My parents tried to get back to the US starting immediately after the war. Things surely did not look promising in Germany, not with Germany divided, and the Russians in control East Germany, and later blocking all land access to divided Berlin, resulting in the massive airlift of 1948.

And sometime in '46 we went to the American consulate in Hamburg. Hamburg was about eighty miles to the north, on the Elbe river near the north sea. The Elbe river is the large central river of Germany, coming out of Czechoslovakia near Prague. The others are the historic Rhine on the west also flowing into the North Sea near Amsterdam, and the Danube on the south going east, ultimately flowing into the Black Sea.

Hamburg had been the scene of a terrible firestorm caused by Allied incendiary bombs, but I did not get to see any of the destruction. The trip was a hurried one up there by train, with an absolutely terrible and frightening return trip that evening, the exact events of which have escaped my memory after more than fifty years, but the impact of which is firmly burned into my memory.

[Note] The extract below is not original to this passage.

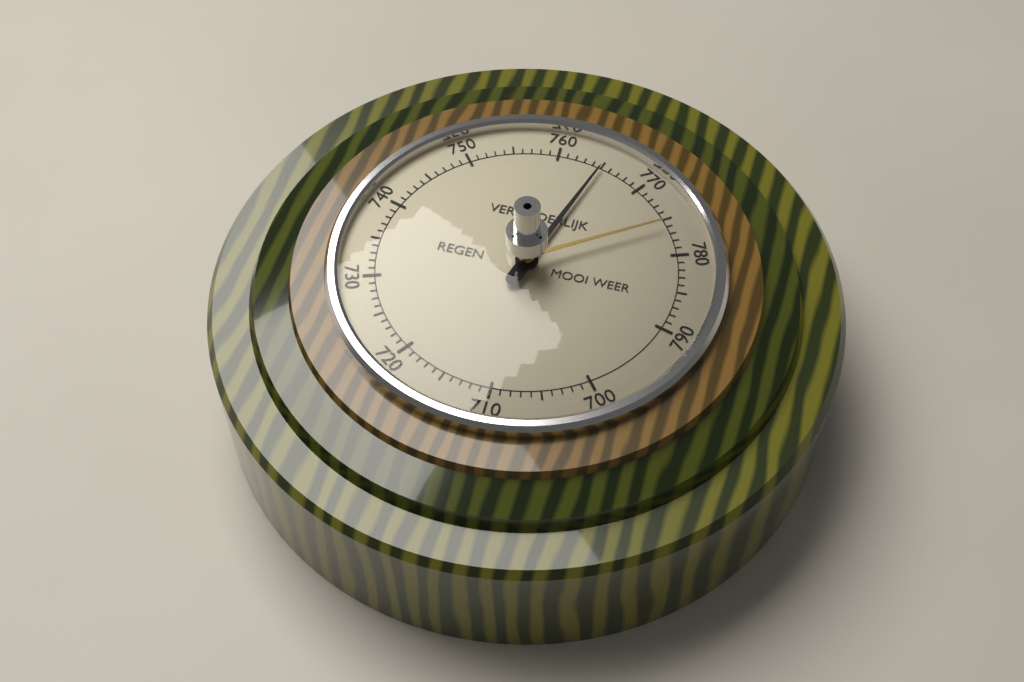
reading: 765 (no unit)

The trip up must have been uneventful, even though it was my first train ride, ever. It is one thing to get on a fairly empty train and sit down, but something entirely different to try to get on an absolutely overcrowded train at night, in a big town, to get back home, and fighting just to get in, then fighting to keep from getting trampled standing in the aisle with nothing to hang on to, and one's parents huddling over me to keep me from being literally squashed, and not for a few minutes, but hours upon hours.

I remember seeing someone at the consulate, but not much more. But apparently they were real rough on my parents, so I was later told. They wanted to know why my parents had gone to Germany in 1938, and whether my father had been a Nazi. Apparently the mayor of the village, or someone, had put my father down on the list, either to protect him, or to fill some quota. There also apparently was a real close physical inspection, to make sure there were no diseases, no deformities, that all the fingers were there, all the sort of stuff Hitler was so criticized for doing. Somehow they must have passed and were put on the waiting list, but nothing happened for four years or so until somebody apparently got prodded from down Houston way, and in 1950 there was suddenly a two week notice that an opening had appeared. Somehow my parents managed to make some arrangement and we found ourselves once more on the train to Hamburg, and by airplane to New York and on to Houston into a typical Texas dry and hot August from the green and lush land of northern Germany.